🤖 AI Summary
This work addresses the prevalent reliance of current vision-language models (VLMs) on hallucinated reasoning in geolocation tasks, which undermines their auditability due to a lack of grounding in actual visual evidence. To tackle this issue, the authors introduce GeoRC, the first chain-of-reasoning benchmark for geolocation, constructed from GeoGuessr game scenarios and enriched with 800 fine-grained visual reasoning chains annotated by domain experts across 500 scenes. They further propose an automated evaluation framework leveraging both LLM-as-a-judge (e.g., Qwen-3) and VLM-as-a-judge to systematically assess the accuracy and faithfulness of model-generated reasoning. Experiments reveal that while closed-source VLMs (e.g., Gemini, GPT-5) achieve high localization accuracy, their reasoning quality significantly lags behind human performance; open-source VLMs (e.g., Llama, Qwen) perform comparably to baselines that rely solely on positional priors, highlighting their limited capacity for fine-grained visual understanding.
📝 Abstract
Vision Language Models (VLMs) are good at recognizing the global location of a photograph -- their geolocation prediction accuracy rivals the best human experts.
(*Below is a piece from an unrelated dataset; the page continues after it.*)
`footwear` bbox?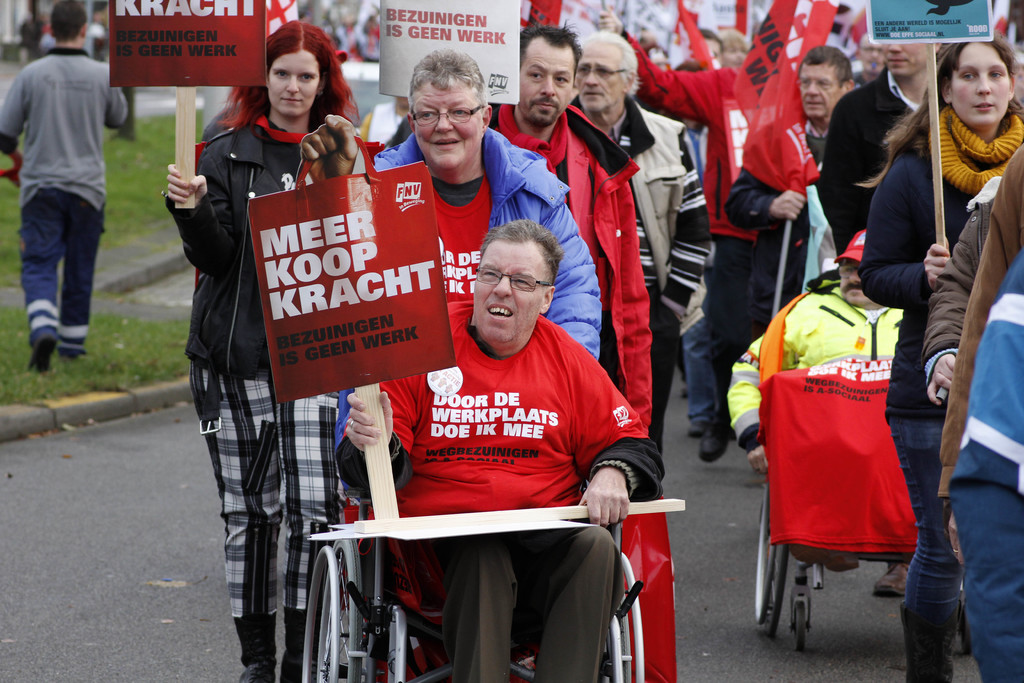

But many VLMs are startlingly bad at explaining which image evidence led to their prediction, even when their location prediction is correct. The reasoning chains produced by VLMs frequently hallucinate scene attributes to support their location prediction (e.g. phantom writing, imagined infrastructure, misidentified flora). In this paper, we introduce the first benchmark for geolocation reasoning chains. We focus on the global location prediction task in the popular GeoGuessr game which draws from Google Street View spanning more than 100 countries. We collaborate with expert GeoGuessr players, including the reigning world champion, to produce 800 ground truth reasoning chains for 500 query scenes. These expert reasoning chains address hundreds of different discriminative visual attributes such as license plate shape, architecture, and soil properties to name just a few. We evaluate LLM-as-a-judge and VLM-as-a-judge strategies for scoring VLM-generated reasoning chains against our expert reasoning chains and find that Qwen 3 LLM-as-a-judge correlates best with human scoring. Our benchmark reveals that while large, closed-source VLMs such as Gemini and GPT 5 rival human experts at prediction locations, they still lag behind human experts when it comes to producing auditable reasoning chains. Open weights VLMs such as Llama and Qwen catastrophically fail on our benchmark -- they perform only slightly better than a baseline in which an LLM hallucinates a reasoning chain with oracle knowledge of the photo location but no visual information at all. We believe the gap between human experts and VLMs on this task points to VLM limitations at extracting fine-grained visual attributes from high resolution images.